What sucks the most about I2C for me is the fact that the bus can get stuck if the master device resets during a transmission. In which case the slave device will keep the SDA line busy while waiting indefinitely for clock pulses. Yes, you can probably send dummy clock pulses to finish the frame and get SDA released, but that's just a pain to code properly.
SPI is so much more reliable with just two extra pins, I usually don't even consider I2C anymore.
Yeah that's pretty disappointing. Gotta implement a "bus clear" feature in any system that relies on I2C working consistently.
Slave devices that rely on clock stretching are a total pain in the ass, as well. Tend not to play nice with other normal devices.
https://www.i2c-bus.org/clock-stretching/
The main thing I use I2C for in recent designs is multiple channels of power monitoring, e.g. using the INA226. I agree that SPI is preferable for sensors that support it.
And I'm currently working with the INA229, its SPI cousin I guess :) Those chips are really nice, I'm trying to use the alert feature as a configurable overcurrent trip protection, as well as overvoltage device protection.
SPI requires 3 wires plus a Chip Select for each device on the bus. That 30 device network under discussion suddenly needs 33 pins. That's more pins than any processor I've used in the last couple of years.
I mean I guess we could use an i2c GPIO expander to get extra lines. I bet that would be "fun" to get right.
Many MCUs also don't handle SPI well (via DMA) or have bugs in peripherals. So the only viable way is bit banging and that is difficult to make faster than I2C.
I am considering implementing SPI on FPGA to connect with devices and then transmit to/from MCU using "SPI" dialect that works with that MCU.
What kind of issues have you found with SPI peripherals? I've rarely found issues with SPI, certainly it's a peripheral which is far less buggy on average than I2C, where there are some absolutely awful implementations.
You can use a demultiplexer to turn e.g. 4 pins into 16 chip select.
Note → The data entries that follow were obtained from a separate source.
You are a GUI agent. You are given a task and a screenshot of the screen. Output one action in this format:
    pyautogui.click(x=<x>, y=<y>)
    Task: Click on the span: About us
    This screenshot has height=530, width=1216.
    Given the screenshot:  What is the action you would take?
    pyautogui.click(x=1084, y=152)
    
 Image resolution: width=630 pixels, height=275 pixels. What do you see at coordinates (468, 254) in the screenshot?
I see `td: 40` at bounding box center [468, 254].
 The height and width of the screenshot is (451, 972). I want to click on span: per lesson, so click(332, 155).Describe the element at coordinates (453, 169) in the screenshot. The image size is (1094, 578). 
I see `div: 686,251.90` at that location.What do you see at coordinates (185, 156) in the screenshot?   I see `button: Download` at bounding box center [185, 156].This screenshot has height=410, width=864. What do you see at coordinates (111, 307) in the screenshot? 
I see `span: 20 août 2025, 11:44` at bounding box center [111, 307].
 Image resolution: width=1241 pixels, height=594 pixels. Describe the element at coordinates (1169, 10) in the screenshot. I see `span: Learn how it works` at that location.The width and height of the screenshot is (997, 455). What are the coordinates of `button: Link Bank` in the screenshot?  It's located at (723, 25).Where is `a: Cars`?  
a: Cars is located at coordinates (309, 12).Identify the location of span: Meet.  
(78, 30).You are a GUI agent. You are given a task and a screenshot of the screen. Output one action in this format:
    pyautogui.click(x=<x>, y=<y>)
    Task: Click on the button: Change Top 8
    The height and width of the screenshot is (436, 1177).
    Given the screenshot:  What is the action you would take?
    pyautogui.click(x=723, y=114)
But the fact that the number of wires has to grow at all to accomodate additional devices is certainly a big downside compared to I2C, and for wired networks that basically makes it impossible to daisy chain devices.
If you had 30 SPI devices, you'd probably use a small FPGA to address them all (produce all the chip selects as needed). Basically, write an integer (e.g. 5 bits would do for 30 selects) and a strobe and you're good to go. No address conflicts, ever. And very fast.
This can be detected and usually just mux scl to a gpio and cycle until the bus is recovered. The real issue is if a device decides to hold scl low forever. At which point it's recommended to power cycle devices on the bus until it recovers.
SPI is however not useable as a bus. You need a specific chip select pin line for every chip you communicate with. But yes I like SPI much better as well.
SPI is so much more reliable with just two extra pins, I usually don't even consider I2C anymore.